Looking at triggers, the events are related to create, update or delete on nodes, relations or properties. I would be looking for a "viewed" or "matched items returned" event.
Let's consider the following "manual" query, doing what I expect to get as a behavior:
MATCH (n1:NODE)-[r:RELATION]-(n2:NODE)
WHERE ...some conditions on n1, n2 or r...
WITH n1,n2, r
SET n1.watched = coalesce(n1.watched, 0) + 1, r.watched = coalesce(r.watched, 0) + 1, n2.watched = coalesce(n2.watched, 0) + 1
I was willing to get it done through triggers but I don't see how to get the SET being triggered on simple MATCH queries and I think that it would be more appropriate to get it directly from Neo4j query engine (even if impactful).
These are counters here but could be handled as a "popularity" / "watch" indicator (as a percentage or alike).

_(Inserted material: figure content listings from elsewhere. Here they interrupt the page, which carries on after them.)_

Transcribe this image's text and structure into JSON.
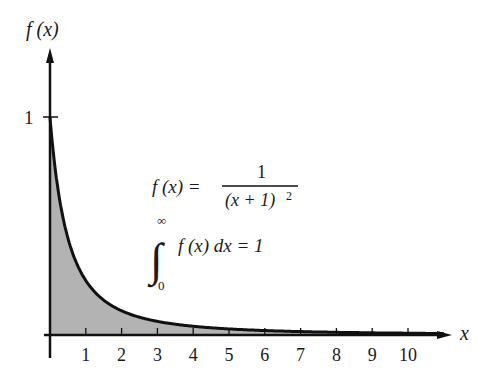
{
  "chart_data": {
    "type": "area",
    "title": "",
    "function": "f(x) = 1/(x+1)^2",
    "xlabel": "x",
    "ylabel": "f (x)",
    "xlim": [
      0,
      11
    ],
    "ylim": [
      0,
      1.2
    ],
    "x_ticks": [
      1,
      2,
      3,
      4,
      5,
      6,
      7,
      8,
      9,
      10
    ],
    "y_ticks": [
      1
    ],
    "x": [
      0,
      0.5,
      1,
      1.5,
      2,
      3,
      4,
      5,
      6,
      7,
      8,
      9,
      10,
      11
    ],
    "series": [
      {
        "name": "f(x)",
        "values": [
          1.0,
          0.444,
          0.25,
          0.16,
          0.111,
          0.0625,
          0.04,
          0.0278,
          0.0204,
          0.0156,
          0.0123,
          0.01,
          0.0083,
          0.0069
        ]
      }
    ],
    "shaded_region": "area under f(x) from 0 to infinity",
    "grid": false,
    "annotations": [
      {
        "text": "f (x) = 1 / (x + 1)^2"
      },
      {
        "text": "∫₀^∞ f (x) dx = 1"
      }
    ],
    "colors": {
      "curve": "#111111",
      "fill": "#b3b3b3",
      "axis": "#111111"
    }
  },
  "labels": {
    "y_axis": "f (x)",
    "x_axis": "x",
    "y_tick_1": "1",
    "formula_lhs": "f (x) =",
    "formula_num": "1",
    "formula_den": "(x + 1)",
    "formula_exp": "2",
    "integral_sign": "∫",
    "integral_upper": "∞",
    "integral_lower": "0",
    "integral_body": "f (x) dx = 1"
  }
}
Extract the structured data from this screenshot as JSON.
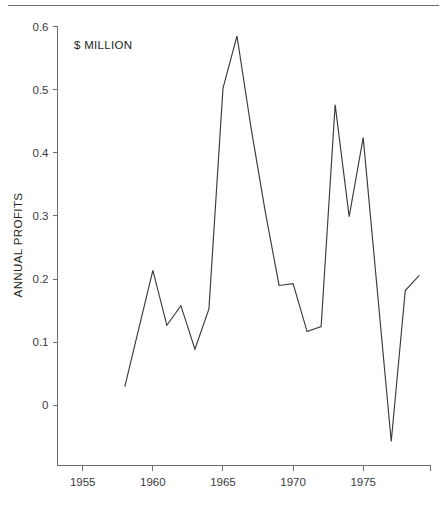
{
  "figure": {
    "unit_note": "$ MILLION",
    "top_clipped_text": "",
    "bottom_clipped_text": ""
  },
  "chart_data": {
    "type": "line",
    "title": "",
    "subtitle": "",
    "annotations": [
      "$ MILLION"
    ],
    "xlabel": "",
    "ylabel": "ANNUAL PROFITS",
    "xlim": [
      1953.2,
      1979.8
    ],
    "ylim": [
      -0.095,
      0.6
    ],
    "xticks": [
      1955,
      1960,
      1965,
      1970,
      1975
    ],
    "xtick_labels": [
      "1955",
      "1960",
      "1965",
      "1970",
      "1975"
    ],
    "yticks": [
      0,
      0.1,
      0.2,
      0.3,
      0.4,
      0.5,
      0.6
    ],
    "ytick_labels": [
      "0",
      "0.1",
      "0.2",
      "0.3",
      "0.4",
      "0.5",
      "0.6"
    ],
    "grid": false,
    "legend": false,
    "legend_position": "none",
    "x": [
      1958,
      1960,
      1961,
      1962,
      1963,
      1964,
      1965,
      1966,
      1967,
      1968,
      1969,
      1970,
      1971,
      1972,
      1973,
      1974,
      1975,
      1977,
      1978,
      1979
    ],
    "series": [
      {
        "name": "ANNUAL PROFITS",
        "color": "#3b3a3c",
        "values": [
          0.03,
          0.214,
          0.127,
          0.158,
          0.089,
          0.153,
          0.502,
          0.585,
          0.44,
          0.309,
          0.19,
          0.193,
          0.117,
          0.125,
          0.476,
          0.299,
          0.424,
          -0.057,
          0.182,
          0.206
        ]
      }
    ]
  }
}
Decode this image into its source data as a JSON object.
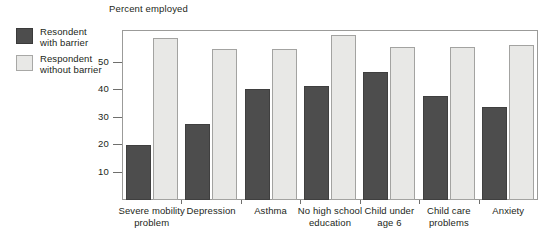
{
  "chart_data": {
    "type": "bar",
    "title": "Percent employed",
    "xlabel": "",
    "ylabel": "",
    "ylim": [
      0,
      62
    ],
    "yticks": [
      10,
      20,
      30,
      40,
      50
    ],
    "grid": false,
    "legend_position": "left",
    "categories": [
      "Severe mobility problem",
      "Depression",
      "Asthma",
      "No high school education",
      "Child under age 6",
      "Child care problems",
      "Anxiety"
    ],
    "category_lines": [
      [
        "Severe mobility",
        "problem"
      ],
      [
        "Depression"
      ],
      [
        "Asthma"
      ],
      [
        "No high school",
        "education"
      ],
      [
        "Child under",
        "age 6"
      ],
      [
        "Child care",
        "problems"
      ],
      [
        "Anxiety"
      ]
    ],
    "series": [
      {
        "name": "Resondent with barrier",
        "name_lines": [
          "Resondent",
          "with barrier"
        ],
        "color": "#4d4d4d",
        "values": [
          20,
          27.5,
          40.5,
          41.5,
          46.5,
          38,
          34
        ]
      },
      {
        "name": "Respondent without barrier",
        "name_lines": [
          "Respondent",
          "without barrier"
        ],
        "color": "#e8e8e6",
        "values": [
          59,
          55,
          55,
          60,
          55.5,
          55.5,
          56.5
        ]
      }
    ]
  },
  "colors": {
    "dark_bar": "#4d4d4d",
    "light_bar": "#e8e8e6",
    "axis": "#6f6f6d",
    "frame": "#9b9b99",
    "text": "#231f20",
    "background": "#ffffff"
  }
}
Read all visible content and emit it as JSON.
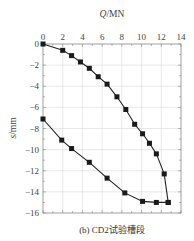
{
  "chart_data": {
    "type": "line",
    "title": "",
    "caption": "(b) CD2试验槽段",
    "xlabel": "Q/MN",
    "ylabel": "s/mm",
    "xlim": [
      0,
      14
    ],
    "ylim": [
      -16,
      0
    ],
    "x_ticks": [
      0,
      2,
      4,
      6,
      8,
      10,
      12,
      14
    ],
    "y_ticks": [
      0,
      -2,
      -4,
      -6,
      -8,
      -10,
      -12,
      -14,
      -16
    ],
    "x_tick_labels": [
      "0",
      "2",
      "4",
      "6",
      "8",
      "10",
      "12",
      "14"
    ],
    "y_tick_labels": [
      "0",
      "−2",
      "−4",
      "−6",
      "−8",
      "−10",
      "−12",
      "−14",
      "−16"
    ],
    "x_axis_position": "top",
    "grid": true,
    "marker": "square",
    "series": [
      {
        "name": "loading",
        "x": [
          0,
          2.0,
          2.9,
          3.8,
          4.7,
          5.6,
          6.5,
          7.5,
          8.4,
          9.3,
          10.1,
          10.8,
          11.5,
          12.3,
          12.7
        ],
        "y": [
          0,
          -0.6,
          -1.1,
          -1.7,
          -2.3,
          -3.1,
          -3.8,
          -5.0,
          -6.2,
          -7.6,
          -8.5,
          -9.4,
          -10.4,
          -12.3,
          -15.0
        ]
      },
      {
        "name": "unloading",
        "x": [
          12.7,
          11.5,
          10.1,
          8.3,
          6.5,
          4.7,
          2.9,
          1.9,
          0
        ],
        "y": [
          -15.0,
          -15.0,
          -14.9,
          -14.1,
          -12.7,
          -11.2,
          -9.9,
          -9.1,
          -7.1
        ]
      }
    ]
  }
}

Let's assume the engine get it done or the triggers allow for this behavior:
So that, anyone issuing queries like:
MATCH p=(n1:NODE)-[r:RELATION]-(n2:NODE)
RETURN p
would, as a side effect in the background, let me be able to issue then queries like
MATCH (n:NODE) WHERE n.watched > 70% RETURN n ORDER BY n.watched DESC LIMIT 10
or
MATCH p=(n1:NODE)-[r:RELATION]-(n2:NODE) WHERE r.watched > 70% ORDER BY r.watched DESC LIMIT 10
Would you know if this is achievable and how to efficiently implement this ?
The scenario would be : end-users query the Neo4j database (like reading a doc over and over, focusing on some key aspects based on their queries) and this can be reflected as a "database usage / attention / focus" criteria on what it contains. Assuming that what is popular or what is looked for over time should focus attention (with appropriate weights).
When queries profiling takes place, we see the steps and the hits. I guess that it should take place at RETURN time somehow.
Thinking loud, not even sure that this is not a dead-end.